Studies

The Welfare Consequences of Employer Responses to COVID-19 in Export Manufacturing in Low-income Countries

The study aims to find out how garment-sector workers are responding to low-cost workplace efforts as face masks, gloves, and separating workstations, that are being implemented to prevent the spread of COVID-19. It draws from two separate surveys, the first one having 60 garment workers and the second one having a random sample of 4800 garment workers who will be surveyed over four rounds. The hypothesis of this study is that workers in factories that keep operating stay healthier than workers whose factories stop. 

Researchers: Khandker Wahedur Rahman; Md. Raied Arman; Md. Shakil Ahmed; Ayesha Ahmed; Laura Boudreau; Rachel Heath

Partners: University of Washington and Columbia University

Timeline: 2020 – 2022

Status: Completed

Contact: Khandaker Wahedur Rahman; wahedur.rahman@bracu.ac.bd

Context

While social distancing has been well-established as a universal means to prevent the spread of COVID-19 in high-income countries, the willingness and ability to comply with this in low-income countries is much lower. Because of constraints such as limited opportunities to work from home as more occupations require physical and manual work and higher cost of lost income in impoverished settings, these countries instead opted for lower-cost efforts such as face masks, gloves, and separating workstations with the hope of minimizing both the infection and mortality rates and economic hardship. Concurrently, export manufacturing firms are facing reduced income due to cancelled orders, leading up to their failure to pay workers’ wages. Bangladesh is facing a similar context, and it is pertinent to examine the responses of the workers to these new workstation rules to devise relevant and effective policy responses to COVID-19. To address this, this study develops and implements a mobile phone-based network sampling strategy to quickly obtain a representative sample of garment workers in Bangladesh, providing critical insights about COVID-19 responses in their workplace and the effects on workers. 

Objectives 

The study aims to provide critical insights about COVID-19 responses in the workers’ workplace and the effects on workers, and learn more about factory shutdowns, rate of safety measures in factories that are operating, late payments, and workers’ health and economic situation more broadly. Furthermore, it aims to identify random variation in factory shutdowns (such as nearby worker protests, large cancelled orders, and the factory’s ability to produce personal protective equipment), to estimate causal effects of factory shutdowns on worker’s health and overall welfare. 

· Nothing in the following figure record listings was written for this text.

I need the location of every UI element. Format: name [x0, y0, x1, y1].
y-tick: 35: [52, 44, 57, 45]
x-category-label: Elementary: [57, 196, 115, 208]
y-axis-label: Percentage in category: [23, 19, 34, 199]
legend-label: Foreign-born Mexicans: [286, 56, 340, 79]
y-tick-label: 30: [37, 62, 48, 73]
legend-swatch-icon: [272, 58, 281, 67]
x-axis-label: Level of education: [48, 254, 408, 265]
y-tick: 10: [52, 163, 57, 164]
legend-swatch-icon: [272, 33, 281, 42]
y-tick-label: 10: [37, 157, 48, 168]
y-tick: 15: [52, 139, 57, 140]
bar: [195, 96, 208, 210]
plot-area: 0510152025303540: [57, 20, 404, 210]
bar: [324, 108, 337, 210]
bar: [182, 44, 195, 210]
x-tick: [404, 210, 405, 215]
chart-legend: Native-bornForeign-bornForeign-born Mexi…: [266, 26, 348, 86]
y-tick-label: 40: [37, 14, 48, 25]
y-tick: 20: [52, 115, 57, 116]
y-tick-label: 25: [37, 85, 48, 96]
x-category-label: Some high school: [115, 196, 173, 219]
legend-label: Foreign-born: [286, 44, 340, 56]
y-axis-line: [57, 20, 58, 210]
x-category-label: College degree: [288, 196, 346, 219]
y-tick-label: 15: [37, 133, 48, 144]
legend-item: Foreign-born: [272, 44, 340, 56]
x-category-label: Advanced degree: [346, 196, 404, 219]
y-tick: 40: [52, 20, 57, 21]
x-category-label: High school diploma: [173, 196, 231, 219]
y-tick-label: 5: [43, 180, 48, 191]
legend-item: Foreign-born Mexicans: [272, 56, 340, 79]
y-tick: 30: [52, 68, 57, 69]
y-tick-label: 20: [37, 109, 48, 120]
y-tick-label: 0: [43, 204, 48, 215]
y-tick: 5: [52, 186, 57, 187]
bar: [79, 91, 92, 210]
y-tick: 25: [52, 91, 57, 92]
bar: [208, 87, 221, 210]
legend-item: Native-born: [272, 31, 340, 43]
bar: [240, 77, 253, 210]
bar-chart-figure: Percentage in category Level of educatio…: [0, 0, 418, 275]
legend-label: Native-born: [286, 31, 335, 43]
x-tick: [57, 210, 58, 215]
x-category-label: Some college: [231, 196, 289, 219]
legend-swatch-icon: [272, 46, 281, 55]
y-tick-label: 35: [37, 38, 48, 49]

The main hypothesis of the study is “Workers in factories that keep operating stay healthier than workers whose factories stop”. Besides, differential effects on income, consumption, and health by gender will be determined.

This study is relevant to SDG 3 (Good Health and Well-Being), particularly to ensure healthy lives and promote well-being for all at all ages.

Methodology 

The study involves two separate surveys, with the first one having a sample of 60 garment workers with whom we corresponded over the phone, but who also responded to an in-person survey in January 2020. They will be recruited using a right-hand sampling rule to obtain a representative sample of the neighbourhood. Contact information of three randomly selected contacts will be asked from the initial sample, whom we will contact for a further set of randomised referrals until we reach the desired sample of 1200 workers. To ensure the representativeness of the data, we will compare its demographics with the garments workers data from the Labour Force Survey of Bangladesh. 

For the other survey, we will take a random sample of 4800 garment workers from factories of “Ananta” group, who will be surveyed over four rounds. An ANCOVA analysis will be used.